Rmah San, a Jarai from Dak Lak, arrested in 2004 for having a cell phone and holding prayer meetings in his home; currently serving an eight-year sentence.

Siu Bler, a Jarai man arrested in 2004. Prior to his arrest he had been in hiding, much of the time in an underground dug-out in the jungle, for three years. Police tortured others to learn his whereabouts.

A full listing of Central Highland prisoners is included in the Appendix.




[64] The numbers of political prisoners in Vietnam, which have risen sharply since Central Highlanders started being imprisoned in 2001, have not been this high since the 1980s. Of the 355 imprisoned since 2001, Human Rights Watch estimates that approximately fifty may have been released for time served, or for prisoner amnesties. The sentences range from eighteen months to seventeen years.

[65] Information from Dak Lak and Dak Nong provinces is more difficult to obtain because of the small number of people who have been able to escape from those two provinces in recent years.

[66] The high number of people sentenced during 2005 can be attributed to the mass arrests that took place after the April 2004 demonstrations, followed by a second wave of arrests towards the end of the year. The numbers imprisoned during previous years were seventy-one (2004), fifty-three (2003), fifty-one (2002), and thirty-four (2001). The year that three individuals’ sentencing took place is not known.

[67] Information about where people were arrested is derived largely from press reports from wire services and government media in Vietnam and Cambodia, as well as reliable sources in border provinces in Cambodia.

[68] Information about arrests and imprisonment of Central Highlanders comes from a variety of sources, including Vietnamese state media, international wire services, families of prisoners, and other sources in Vietnam, Cambodia, and the United States. See Appendix, page 56 for full listing of Central Highland prisoners as of May 2006.

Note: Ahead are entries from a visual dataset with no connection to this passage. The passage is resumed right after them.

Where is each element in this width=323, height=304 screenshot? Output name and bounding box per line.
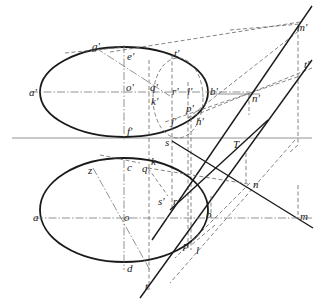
label-l: l [196, 244, 199, 256]
m-connector [230, 24, 300, 30]
label-a: a [33, 211, 39, 223]
j-t-dashed [165, 76, 300, 122]
label-e-prime: e' [127, 50, 135, 62]
line-t [140, 60, 312, 298]
label-n: n [253, 178, 259, 190]
label-p-prime: p' [185, 102, 195, 114]
label-r: r [173, 195, 178, 207]
label-j-prime: j' [169, 115, 177, 127]
label-o-prime: o' [126, 81, 135, 93]
label-q-prime: q' [150, 81, 159, 93]
label-s: s [165, 136, 169, 148]
label-b-prime: b' [210, 85, 219, 97]
label-r-prime: r' [172, 85, 179, 97]
label-o: o [124, 211, 130, 223]
label-t-prime: t' [304, 58, 310, 70]
long-diag-dashed [170, 140, 295, 283]
m-foot [290, 145, 298, 152]
label-a-prime: a' [29, 86, 38, 98]
label-k-prime: k' [151, 95, 159, 107]
label-n-prime: n' [252, 92, 261, 104]
line-s-m [172, 141, 313, 228]
z-t-line [93, 168, 150, 270]
label-p: p [182, 239, 189, 251]
h-t-dashed [188, 68, 312, 118]
label-f-prime: f' [127, 125, 133, 137]
label-l-prime: l' [187, 85, 193, 97]
label-q: q [142, 162, 148, 174]
label-g-prime: g' [92, 40, 101, 52]
label-s-prime: s' [158, 195, 165, 207]
geometry-diagram: g' e' a' o' q' k' t' r' l' p' j' h' b' f… [0, 0, 323, 304]
label-c: c [127, 161, 132, 173]
label-z: z [87, 164, 93, 176]
label-m: m [300, 210, 308, 222]
label-t-prime-top: t' [174, 47, 180, 59]
q-s-dashed [148, 168, 168, 196]
label-T: T [233, 138, 240, 150]
line-mid [170, 120, 268, 210]
label-h-prime: h' [196, 115, 205, 127]
label-m-prime: m' [297, 21, 308, 33]
label-b: b [206, 208, 212, 220]
label-d: d [127, 262, 133, 274]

[69] To our knowledge, only a small number of highlanders arrested in 2001 were charged with other crimes in addition to disrupting security: five people for illegally detaining people, two people for destroying public property, and two for illegal possession of weapons.

[70] Information about where people were arrested is derived largely from press reports from wire services and government media in Vietnam and Cambodia, as well as reliable sources in border provinces in Cambodia.

[71] The government’s daily newspaper, Viet Nam News, reported that the five men were arrested in Cambodia by Cambodian police and border guards, trying to seek asylum. Agence France Presse reported that a court official said that the accused men were arrested by Cambodian authorities in November and December 2004, in separate incidents while crossing into Cambodia. “Vietnam jails five minority Christians for anti-government activities,” Agence France Presse, September. 21, 2004; “Vietnam sentences Central Highlands dissidents,” Vietnam News Agency, September 20, 2004; “Montagnards Jailed For Undermining Vietnam Natl Security,” Associated Press, September 21, 2004.

[72] “Vietnam sentences Central Highlands dissidents,” Vietnam News Agency, September 20, 2004.

[73] Penal Code of the Socialist Republic of Vietnam, cited in A Selection of Fundamental Laws of Vietnam, (Hanoi: The Gioi Publishers, 2001)

[74] See the report of the Working Group on Arbitrary Detention, which visited Vietnam in 1995. Commission on Human Rights, Question of the Human Rights of All Persons Subjected to Any Form of Detention or Imprisonment, Working Group on Arbitrary Detention, Visit to Vietnam, E/CN.4/1995/31/Add.4, January 18, 1995.

[75] The 1995 Johannesburg Principles on National Security, Freedom of Expression and Access to Information, an authoritative but non-binding declaration of principles based on international human rights standards, evolving state practice, and the general principles of law, provide that apart from legitimate state secrets, “expression may be punished as a threat to national security only if a government can demonstrate that: a) the expression is intended to incite imminent violence; b) it is likely to incite such violence; and c) there is a direct and immediate connection between the expression and the likelihood or occurrence of such violence.”